The hardest and most painful misunderstandings or conflicts have happened when one or both parties were not speaking to each other. Or, if they were speaking about happy things and pretending everything was okay, they were dancing around a lot of unspoken hurt and uncertainty. We assume things about each other or misinterpret words, and suddenly the relationship begins to struggle because there isn’t open communication happening. Sometimes there’s reconciliation. Sometimes there isn’t.
How often do you stop to pay attention to what the voices in your head say to you when you’re doubting another person’s intentions (whether they’re family, a friend, a stranger, a love interest, a mentor, etc.)?
They’re better than you. They’re more faithful. They’re more intelligent. They couldn’t possibly want to spend time talking to someone as little, as doubting, as dumb as you.
They actually hate you. They don’t really care about you. They’re mad. They think you’re loud. They think you’re ugly. They think you’re incompetent. They’re annoyed that you text them so often. They don’t want to talk to you.
You’re a burden. You’re not a good friend. Why would they ever want to be friends with someone like you?
What I find increasingly scary is that Satan will whisper these lies into BOTH peoples’ ears, which results in this ugly pulling away on both ends unless someone speaks up and does something to call out the lies in the name of Jesus. Satan is smart. He’s been using the same tricks since the Garden of Eden, and they still work. We fall for them every time.

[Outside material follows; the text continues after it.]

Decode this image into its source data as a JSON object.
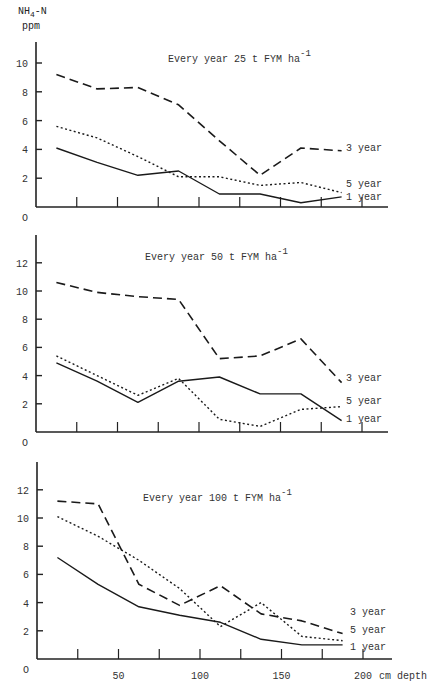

We’re convinced we’re missing out. There’s always something better than what we have here in front of us. This mode of thinking lends itself to discontentment and the inability to commit or focus or really work at something, including relationships of all kinds. It’s easier to let things go into disarray because, “By golly everything we touch is broken so we may as well not waste time on our search for perfection. Because we deserve perfection.”
When the Holy Spirit gently reveals I’m caught in this cycle again it’s like a little slap upside the face. We’re here to cultivate, and that means work. That means finding God’s rest in work, that quiet soul-peace that enables us to work and try at all. That soul-peace gives us hope. There’s hope for relationship, so ask Jesus into those spaces. The best part is he’s already there.
I’m still learning what that looks like. It seems the path to healing always involves identifying and grappling with what’s been broken.